From Publishers Weekly
This highly readable narrative pulls back a curtain on Victorian sexuality, subverting the stereotyped images of prudish bourgeoisie and lewd lower class. Copyright 1992 Reed Business Information, Inc.
Love in the Time of Victoria: Sexuality and Desire Among Working-Class Men and Women in Nineteenth-Century London FROM THE PUBLISHER
There has been a great deal written on the secret longings and sexual hypocrisy of the Victorian era's upper crust, but almost nothing has chronicled the erotic desires and sexuality of London's working class. Now, in this painstakingly researched book, their touching and emotional stories can be told.
FROM THE CRITICS
Publishers Weekly
In the popular mind, the coarse, licentious working classes of Victorian England wallowed in sins of the flesh. A very different picture emerges, however, from the archives of London's Foundling Hospital, where French historian Barret-Ducrocq combed documents of unwed mothers releasing babies for adoption, love letters and testimonies. Although she found evidence aplenty of adultery, prostitution and concubinage, the bestial, anarchic behavior so often attributed to the laboring class is nowhere perceptible. In most cases, a prolonged ``graduated courtship'' preceded sex. Women and men upheld marriage as an ideal, with extramarital sex viewed as an ``arrangement'' for a certain stage of life. This highly readable narrative pulls back a curtain on Victorian sexuality, subverting the stereotyped images of prudish bourgeoisie and lewd lower class. (Sept.)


REQUIREMENT
In the data below, find the line with "Locate an element" and the line with "Task: Click on the img: Assessly logo", then restate both and every line between them exactly, minus the pictures.

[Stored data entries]
###

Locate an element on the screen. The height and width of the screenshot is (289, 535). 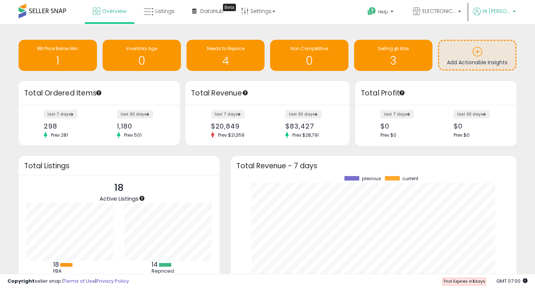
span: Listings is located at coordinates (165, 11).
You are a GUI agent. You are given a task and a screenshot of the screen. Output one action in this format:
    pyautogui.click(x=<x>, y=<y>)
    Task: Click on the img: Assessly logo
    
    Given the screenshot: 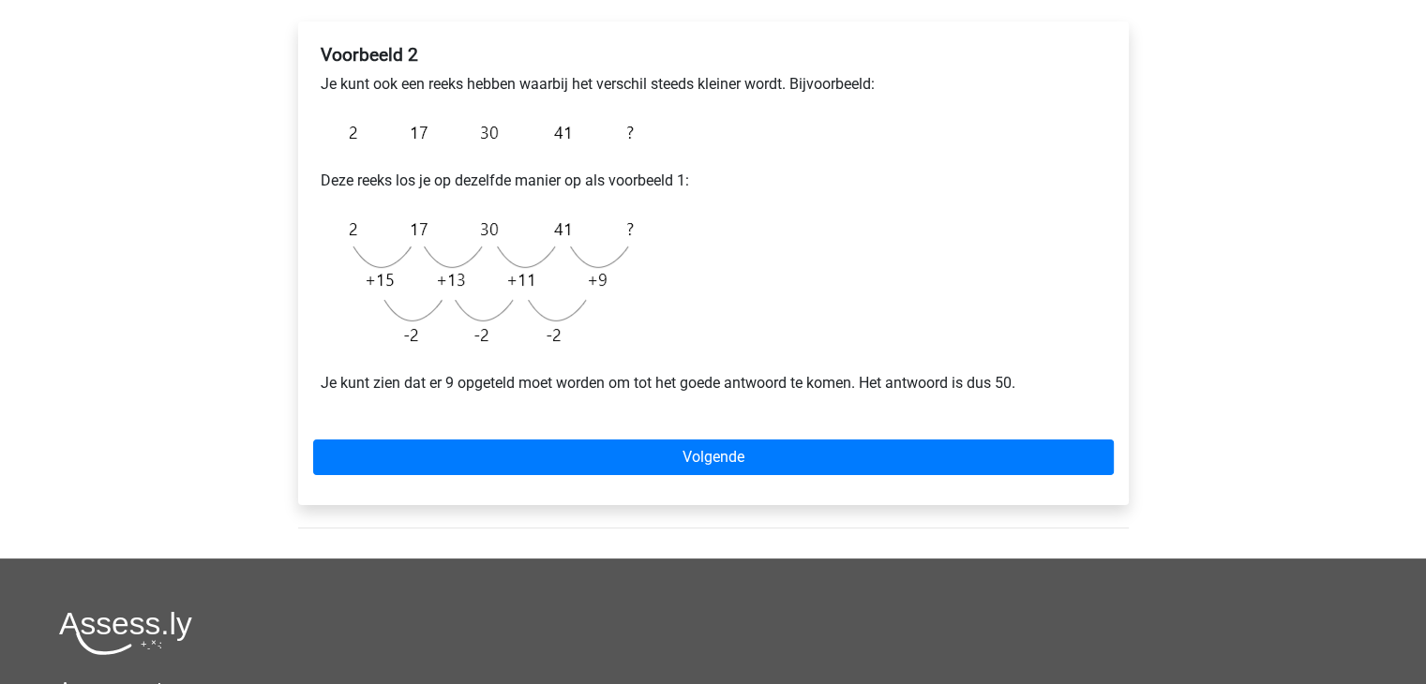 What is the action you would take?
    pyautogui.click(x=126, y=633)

###

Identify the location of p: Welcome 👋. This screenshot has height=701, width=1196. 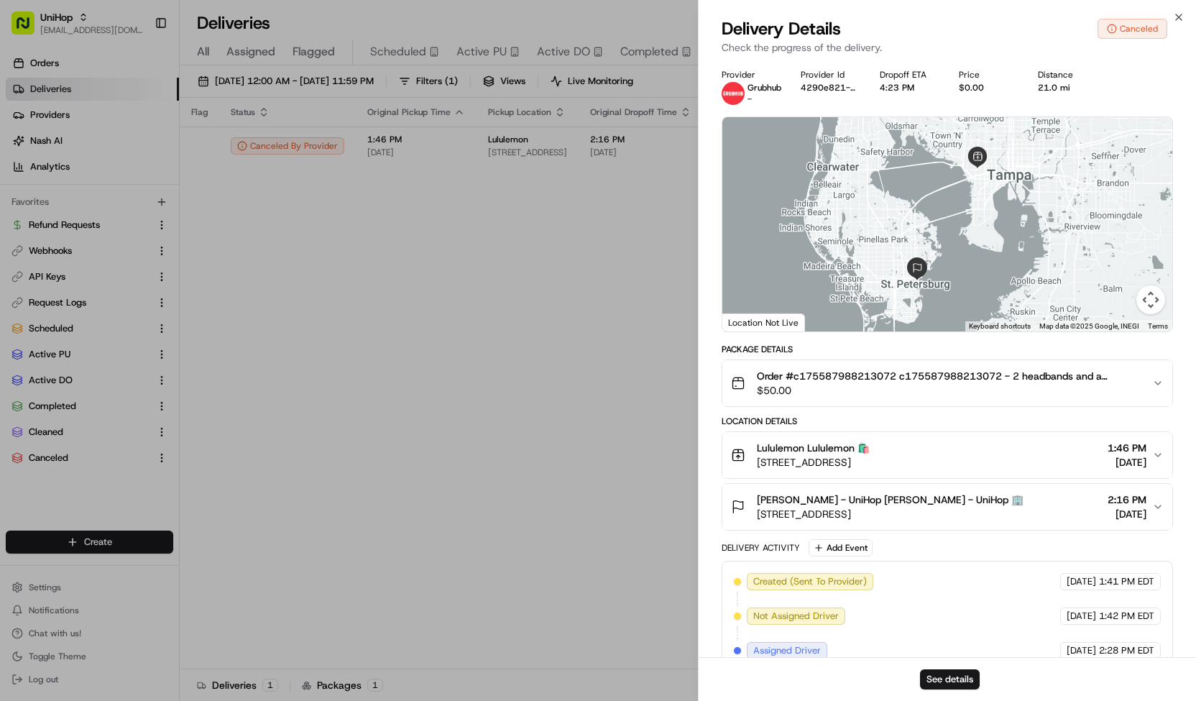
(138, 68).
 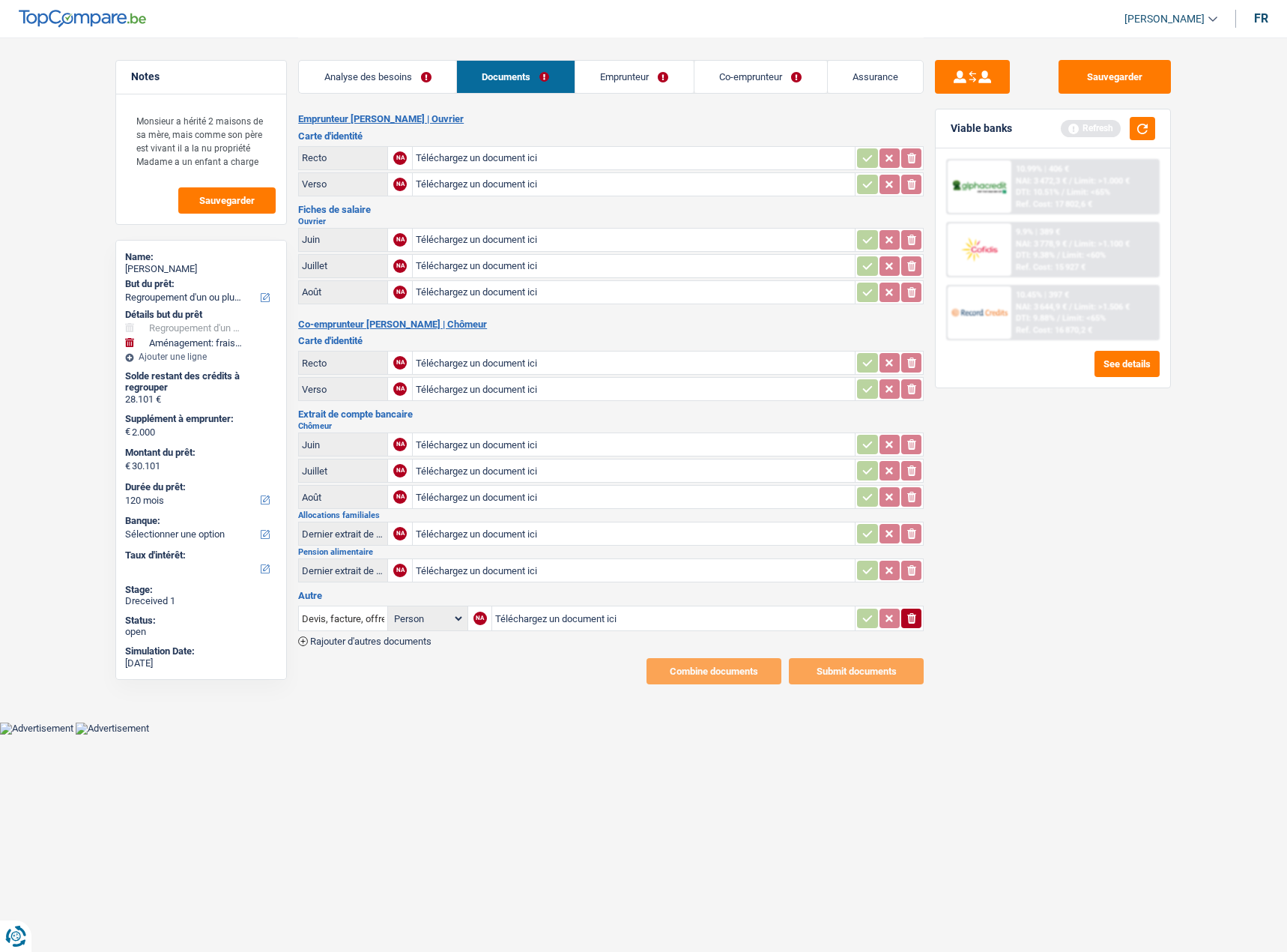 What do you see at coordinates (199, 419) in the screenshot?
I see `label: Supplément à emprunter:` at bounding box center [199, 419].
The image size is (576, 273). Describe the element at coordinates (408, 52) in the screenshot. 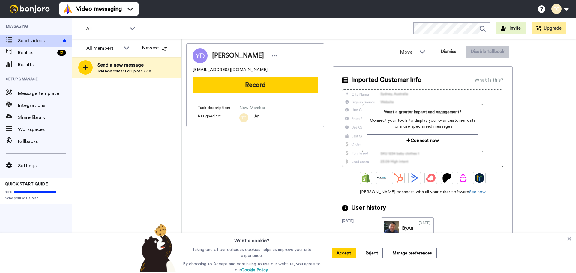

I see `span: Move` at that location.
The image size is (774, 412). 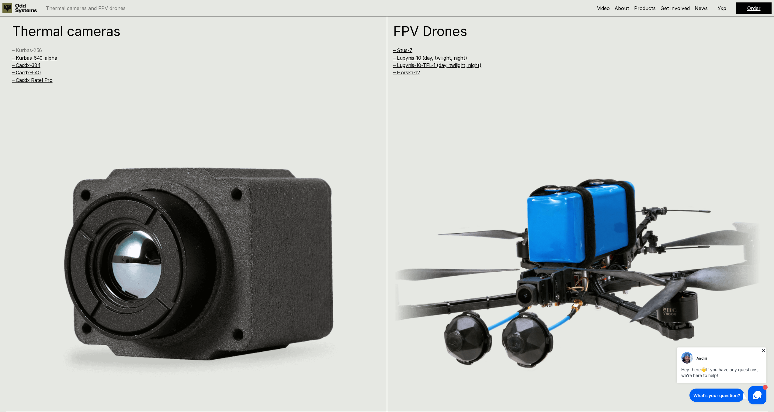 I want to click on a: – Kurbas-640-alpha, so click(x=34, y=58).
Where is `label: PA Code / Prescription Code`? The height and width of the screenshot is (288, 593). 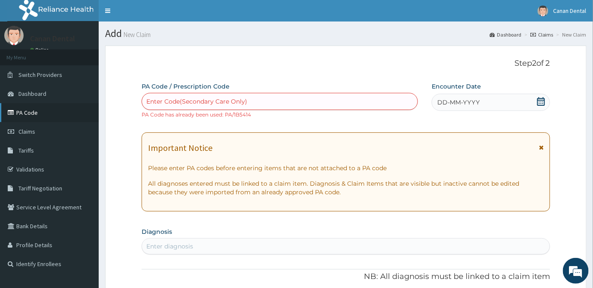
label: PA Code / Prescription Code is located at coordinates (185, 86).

###

EXERCISE ANSWER
Locate an element on the screen. The height and width of the screenshot is (289, 535). 
span: Listings is located at coordinates (165, 11).
You are a GUI agent. You are given a task and a screenshot of the screen. Output one action in this format:
    pyautogui.click(x=<x>, y=<y>)
    Task: Click on the img: Assessly logo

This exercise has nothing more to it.